Estella Dawn shouldn’t have to ask for respect. The fact that she does—repeatedly, in a conversation that shouldn’t need to happen—forms the central frustration of “Conversations,” her latest examination of uneven love and the breaking point where vulnerability hardens into clarity. The San Diego-based artist, originally from New Zealand, builds the track more like a poem than traditional pop structure, letting it unfold through steady climb rather than chorus repetition.

The production mirrors the emotional trajectory from fragility to force. Beginning stripped to piano and alto vocals, Dawn creates confessional intimacy before gradually swelling into layered harmonies and lush instrumentation—strings, synths, vocoders, subtle electronic elements all weaving together.
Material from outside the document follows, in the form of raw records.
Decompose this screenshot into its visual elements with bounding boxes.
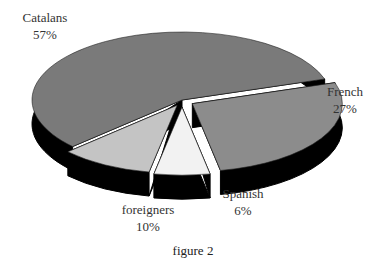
label-spanish-name: Spanish — [222, 186, 264, 201]
pie-chart: Catalans 57% French 27% Spanish 6% forei… — [0, 0, 378, 259]
label-foreigners-value: 10% — [136, 219, 160, 234]
figure-caption: figure 2 — [173, 243, 214, 258]
label-catalans-value: 57% — [33, 27, 57, 42]
label-foreigners-name: foreigners — [122, 202, 175, 217]
label-catalans-name: Catalans — [23, 10, 68, 25]
label-french-name: French — [327, 84, 364, 99]
label-spanish-value: 6% — [234, 203, 252, 218]
label-french-value: 27% — [333, 101, 357, 116]
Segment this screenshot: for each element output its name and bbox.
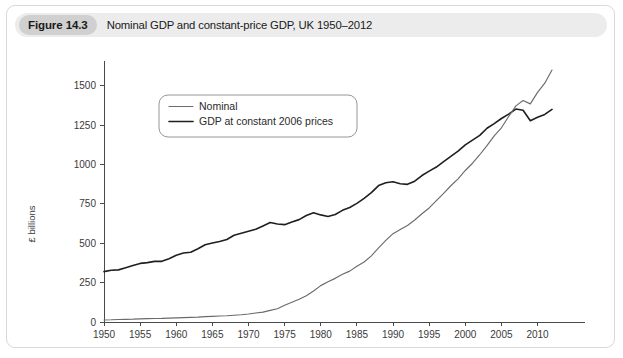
x-tick-label: 2005: [490, 329, 513, 340]
figure-title: Nominal GDP and constant-price GDP, UK 1…: [107, 19, 373, 31]
figure-card: Figure 14.3 Nominal GDP and constant-pri…: [6, 5, 615, 348]
x-tick-label: 1995: [418, 329, 441, 340]
x-tick-label: 1970: [237, 329, 260, 340]
x-axis: 1950195519601965197019751980198519901995…: [93, 322, 585, 340]
x-tick-label: 1965: [201, 329, 224, 340]
line-chart: 0250500750100012501500 19501955196019651…: [7, 39, 614, 347]
x-tick-label: 1975: [274, 329, 297, 340]
x-tick-label: 2000: [454, 329, 477, 340]
y-tick-label: 0: [90, 317, 96, 328]
legend-item-nominal-label: Nominal: [199, 100, 238, 112]
x-tick-label: 1955: [129, 329, 152, 340]
y-tick-label: 500: [79, 238, 96, 249]
chart-legend: NominalGDP at constant 2006 prices: [159, 95, 357, 137]
y-tick-label: 750: [79, 198, 96, 209]
y-tick-label: 1000: [74, 159, 97, 170]
x-tick-label: 1960: [165, 329, 188, 340]
x-tick-label: 1985: [346, 329, 369, 340]
figure-number-badge: Figure 14.3: [19, 15, 97, 35]
y-tick-label: 1500: [74, 80, 97, 91]
x-tick-label: 1990: [382, 329, 405, 340]
x-tick-label: 1980: [310, 329, 333, 340]
y-axis: 0250500750100012501500: [74, 61, 104, 328]
x-tick-label: 1950: [93, 329, 116, 340]
x-tick-label: 2010: [526, 329, 549, 340]
legend-item-constant-price-label: GDP at constant 2006 prices: [199, 115, 333, 127]
figure-header-bar: Figure 14.3 Nominal GDP and constant-pri…: [15, 13, 607, 37]
y-tick-label: 250: [79, 277, 96, 288]
y-axis-title: £ billions: [26, 205, 37, 242]
y-tick-label: 1250: [74, 120, 97, 131]
chart-plot-area: 0250500750100012501500 19501955196019651…: [7, 39, 614, 347]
As a singer, songwriter, producer, and multi-instrumentalist who handles every aspect herself, she’s crafted a soundscape that matches the lyrical arc: starting small and vulnerable, building toward something that refuses to be ignored anymore.
The lyrics document the specific exhaustion of being given just enough to hold on to but never enough to feel secure. Dawn sings about disappointments heavy, about lines drawn messily, about ink stains and blue veins—someone literally inside your body whose “best” still isn’t the proper way to love. There’s a particular kind of depletion in always being just beneath the upper hand, in repetitions never planned but somehow always recurring. When she describes coming crawling “like a spineless thing” while simultaneously demanding respect, it captures the contradiction of knowing your worth intellectually while your actions betray desperation.
What gives the track its power is Dawn’s refusal to make this a simple breakup song. She’s wrestling with the tension between believing promises and acknowledging actions, between hoping someone will call to say she means more than they’ve been showing and praying they’ll cut her loose if they can’t deliver. The bridge’s plea—”tell me I deserve ‘the best’ / I know I do / but if you can’t seem to give me that then I pray babe / Oh I pray you’ll cut me loose”—hits harder than anger would. This is someone who’s reached clarity about what they deserve while still being open, still hoping, still exhausted by conversations that shouldn’t need to happen.
With over 7 million streams this year and playlist placements on New Pop Picks, Young & Free, and The Drip, Dawn has been building momentum through tracks like “514 Denim,” “Big Enough,” and “Locked In.” “Conversations” continues her trajectory of fusing pop, soul, hip-hop, and rock while maintaining raw honesty about the messy reality of wanting more than half-measures. For an artist carving space alongside Dermot Kennedy, BANKS, Halsey, and Gracie Abrams, she’s established a sound and perspective entirely her own—one that understands love isn’t meant to be begged for, even when you find yourself doing exactly that.